I feel really good that this year I had the opportunity to attend and participate at the 9th European Conference on Technology Enhanced Learning, EC-TEL 2014. I have to say that so far it has been an interesting experience and I have had some very good conversations but I have also sat in on some very good presentations. I wanted to collate some of my thoughts and reflections about a workshop which I have attended yesterday about learning analytics for and in serious games. Now I have to state that in my own PhD work, I also make use of some learning analytics, focusing on the emergence of social networks in virtual worlds. However I am still a bit skeptic when people make sweeping statements about learning analytics and how they in fact can be used to determine the learning that takes place in an online/digital environment.

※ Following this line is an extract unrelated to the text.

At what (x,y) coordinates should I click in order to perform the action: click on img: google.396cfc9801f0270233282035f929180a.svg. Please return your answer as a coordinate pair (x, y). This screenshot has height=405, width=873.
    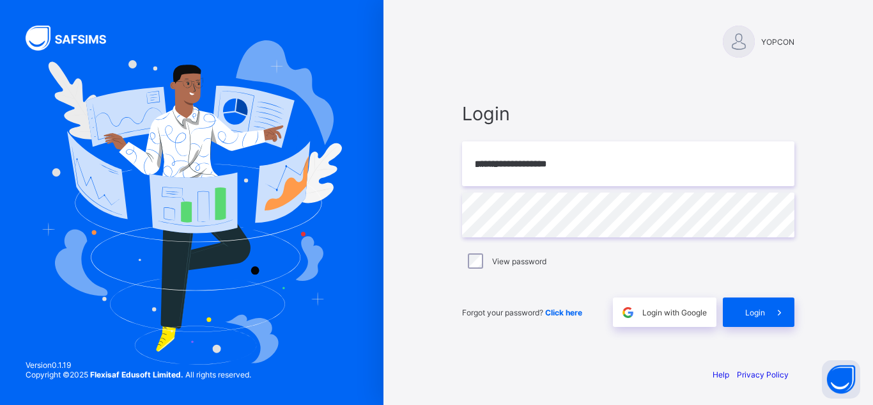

Still, some of the talks in this workshop have indeed very clearly stated that learning analytics is certainly not about defining the learning occurring, but more about understanding how the learning trajectory evolves.
The first presentation, was a comprehensive overview of learning analytics and educational data mining and the current and future research trends in the area. The speaker, Christina Steiner described how one of the key factors driving LA, is assessment defining it as the gathering of information about a learner’s progress towards the achievement of goals and relative competences. So LA comes into play to make sense out of all the learner’s data as he traverses an online environment. Learning analytics and educational data mining have some common goals and similar definitions relating to the collection and collation of data about learners. However educational data mining emphasises automated adaptation and recommendations of a personalised learning experience. LA can be made use of in different time scales. It can be used to report what has happened (past), it can also be used to monitor (real-time progress), and it can also serve to predict (possible?) future learning issues. It is made up of 3 stages; collection, visualisation and predictive modelling, and improving on the LA process. So the main stakeholders in this are learners and teachers.
However this provokes in me some thoughts and questions: would analytics apply to all learning processes, and all learning domains? How accurate would the predictions be? Do they really predict and model learning? If a student has opened a resource, or maybe visited a site, or even uploaded an assignment or completed a quiz, can we really say that that learner has learned? Would he really have learned everything we had in mind as goals?
Let’s say that I, as a teacher, think that by performing an online activity, the learner would achieve a set objective. Therefore when I design and set up my LA process, I know that I would be measuring the student performance in line with that goal. However I believe learning is not linear. I know and everyone knows learning is a complex mesh that is very much dependent not the many experiences the learner goes through. So how can I say that a learner is advancing his progress (or vice versa) by ticking the box that the learner has gone through the activity? What sort of tools would I have to monitor what other additional skills and competencies that learner has attained by maybe going further than that activity? Maybe that activity was boring to the learner and he skipped it but that activity has prompted him to search further, and to investigate deeper than the activity. Where would that place the learner? In my books, that learner demonstrates a good critical skill set, but what about the system? Are we risking to going back to standardising learning with the inclusion of learning analytics to assess learning?